Open and Reproducible Research

By Joana Viana

The main interest of all scientists is to find the right answers to our questions. Most researchers have an active interest in reporting and disseminating their work in the most transparent way possible. However, some of the incentives offered to researchers go against these principles. Although as scientists we want to find the correct answer to a problem, we are rewarded for publishing ‘positive’ and ‘novel’ results, whereas the incentives to finding the right answer are scarce. Getting published in ‘high impact’ scientific journals leads to more funding, prestige and promotions. This situation means that scientists often feel conflicted between doing what is asked of them to progress their careers and applying their best and most transparent scientific practices.

It has been a long interest of mine to learn about ways to make research more open and reproducible. Me and Thea Seiler-Vellame, a colleague from the College of Medicine and Health, attended the Reproducibility 2018 course in Windsor, funded by the ECNP and the BBSRC. After a fantastic and intensive course, we came back to Exeter with the desire to organise a workshop in Open and Reproducible Science. Towards the end of last year we were awarded a Researcher Led Initiative Award (RLI) from the University of Exeter Researcher Development and Research Culture team to organise such workshop.

Our aim was to bring together early career researchers interested in reproducible and open science practices, such as careful study design and hypothesis testing and good coding practices. We also wanted to inspire researchers to think of problems such as publication bias, p-hacking and hypothesising after results are known (Harking).

The workshop took place on June 6th and 7th at the University of Exeter. We had a first day with three talks from external speakers. Professor Marcus Munafò from the University of Bristol talked about Scientific Ecosystems and Research Reproducibility. We explained some of the current issues hampering scientific discovery, such as publication bias and lack of reproducibility. Next, Dr Jackie Thompson from the University of Bristol and University of Oxford gave a brilliant tutorial on data simulation methods with the programming language R. Our last talk of the day was by Professor Chris Chambers from the University of Cardiff. He talked to us about alternative way of publishing scientific work, in particular a new publishing model called Registered Reports.

The second day was focus on bite-size tutorials of some useful tools, such as R programming language, command line, Open Science Framework (OSF) and version control (e.g. github). These tutorials were delivered by researchers from the University of Exeter, Dr Eilis Hannon, Dr Jeremy Metz and Thea Seiler-Vellame. We were also privileged to have a webinar by Dr David Mellor from the Centre for Open Science.

The materials of our workshop are all available at https://osf.io/qfs2u/.

All in all, the workshop was a success and will hopefully help us establish a reproducibility network in Exeter!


YOUR INSTRUCTIONS:
Go through the records and show each line where the word "input" occurs.

DATA EXTRACT:
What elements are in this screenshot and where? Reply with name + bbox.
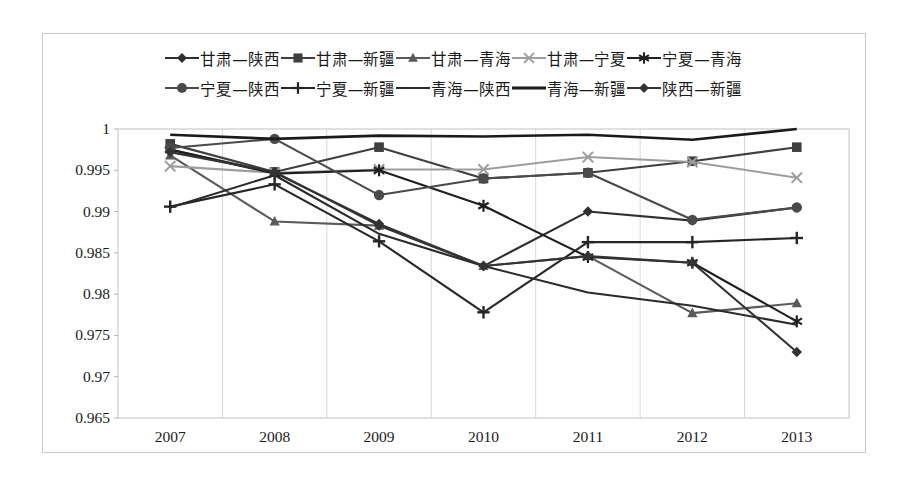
x-axis-tick-label: 2011 — [573, 428, 603, 446]
plot-background — [118, 129, 849, 418]
chart-plot — [43, 34, 865, 452]
y-axis-tick-label: 0.97 — [83, 368, 110, 386]
y-axis-tick-label: 0.98 — [83, 285, 110, 303]
data-point — [374, 142, 384, 152]
data-point — [583, 168, 593, 178]
x-axis-tick-label: 2012 — [677, 428, 708, 446]
x-axis-tick-label: 2009 — [364, 428, 395, 446]
y-axis-tick-label: 1 — [102, 120, 110, 138]
data-point — [478, 173, 488, 183]
y-axis-tick-label: 0.975 — [75, 326, 110, 344]
x-axis-tick-label: 2013 — [781, 428, 812, 446]
y-axis-tick-label: 0.965 — [75, 409, 110, 427]
y-axis-tick-label: 0.99 — [83, 203, 110, 221]
y-axis-tick-label: 0.995 — [75, 161, 110, 179]
data-point — [792, 202, 802, 212]
y-axis-tick-label: 0.985 — [75, 244, 110, 262]
y-axis-ticks — [114, 129, 118, 418]
data-point — [374, 190, 384, 200]
data-point — [792, 142, 802, 152]
x-axis-tick-label: 2008 — [259, 428, 290, 446]
data-point — [687, 215, 697, 225]
chart-figure: 甘肃—陕西甘肃—新疆甘肃—青海甘肃—宁夏宁夏—青海 宁夏—陕西宁夏—新疆青海—陕… — [42, 33, 866, 453]
x-axis-tick-label: 2007 — [155, 428, 186, 446]
x-axis-tick-label: 2010 — [468, 428, 499, 446]
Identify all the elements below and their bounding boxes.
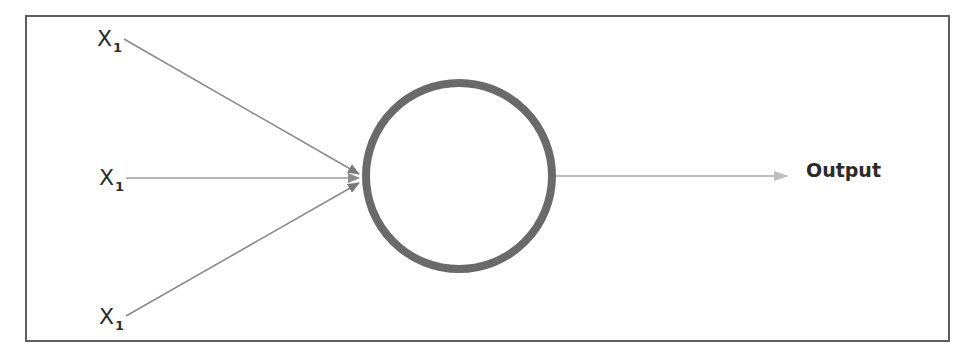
input-variable: X	[97, 26, 112, 51]
output-label: Output	[806, 161, 881, 180]
input-variable: X	[99, 165, 114, 190]
input-subscript: 1	[115, 318, 124, 333]
input-label-2: X1	[99, 167, 124, 189]
input-subscript: 1	[113, 40, 122, 55]
input-arrow-3	[126, 183, 359, 316]
input-subscript: 1	[115, 179, 124, 194]
neuron-node	[366, 83, 552, 269]
input-arrow-1	[124, 39, 359, 174]
input-label-3: X1	[99, 306, 124, 328]
input-label-1: X1	[97, 28, 122, 50]
input-variable: X	[99, 304, 114, 329]
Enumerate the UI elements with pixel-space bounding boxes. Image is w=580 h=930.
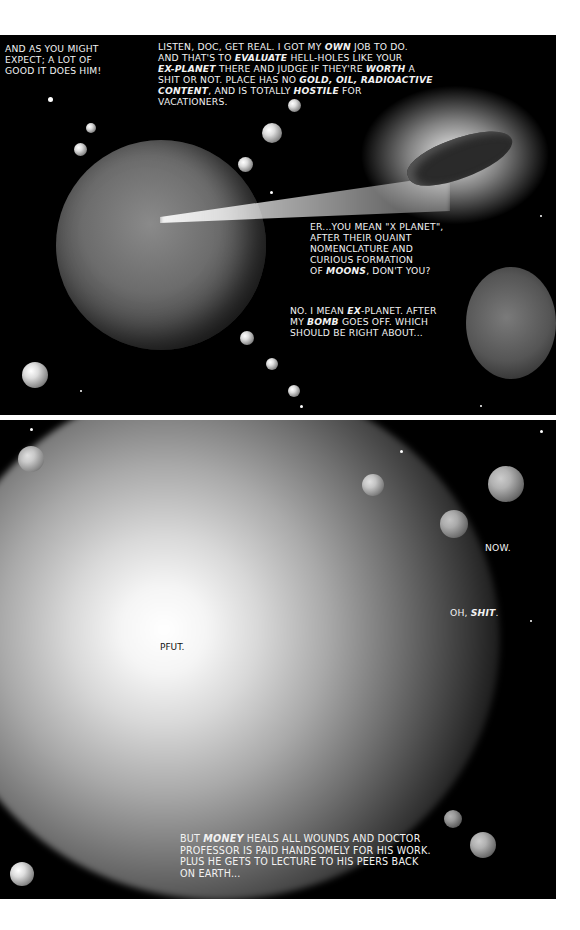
small-moon — [362, 474, 384, 496]
caption-oh-shit: OH, SHIT. — [450, 607, 499, 618]
small-moon — [10, 862, 34, 886]
ex-planet — [56, 140, 266, 350]
caption-money: BUT MONEY HEALS ALL WOUNDS AND DOCTOR PR… — [180, 833, 490, 879]
small-moon — [440, 510, 468, 538]
star — [480, 405, 482, 407]
caption-top-left: AND AS YOU MIGHT EXPECT; A LOT OF GOOD I… — [5, 43, 101, 76]
small-moon — [86, 123, 96, 133]
explosion — [0, 420, 500, 899]
caption-ex-planet: NO. I MEAN EX-PLANET. AFTER MY BOMB GOES… — [290, 305, 480, 338]
small-moon — [18, 446, 44, 472]
small-moon — [488, 466, 524, 502]
star — [400, 450, 403, 453]
star — [80, 390, 82, 392]
star — [48, 97, 53, 102]
small-moon — [74, 143, 87, 156]
small-moon — [288, 385, 300, 397]
small-moon — [266, 358, 278, 370]
caption-now: NOW. — [485, 542, 511, 553]
star — [30, 428, 33, 431]
small-moon — [238, 157, 253, 172]
caption-x-planet: ER...YOU MEAN "X PLANET", AFTER THEIR QU… — [310, 221, 480, 276]
comic-panel-2: PFUT. NOW. OH, SHIT. BUT MONEY HEALS ALL… — [0, 420, 556, 899]
star — [300, 405, 303, 408]
caption-listen-doc: LISTEN, DOC, GET REAL. I GOT MY OWN JOB … — [158, 41, 468, 107]
star — [270, 191, 273, 194]
small-moon — [22, 362, 48, 388]
star — [540, 215, 542, 217]
small-moon — [240, 331, 254, 345]
sfx-pfut: PFUT. — [160, 642, 184, 652]
small-moon — [262, 123, 282, 143]
star — [530, 620, 532, 622]
star — [540, 430, 543, 433]
small-moon — [444, 810, 462, 828]
comic-panel-1: AND AS YOU MIGHT EXPECT; A LOT OF GOOD I… — [0, 35, 556, 415]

SOLUTION TO THIS PROBLEM:
input-variable: X	[97, 26, 112, 51]
input-variable: X	[99, 165, 114, 190]
input-subscript: 1	[115, 318, 124, 333]
input-label-2: X1	[99, 167, 124, 189]
input-subscript: 1	[113, 40, 122, 55]
input-arrow-3	[126, 183, 359, 316]
input-subscript: 1	[115, 179, 124, 194]
input-arrow-1	[124, 39, 359, 174]
input-label-3: X1	[99, 306, 124, 328]
input-label-1: X1	[97, 28, 122, 50]
input-variable: X	[99, 304, 114, 329]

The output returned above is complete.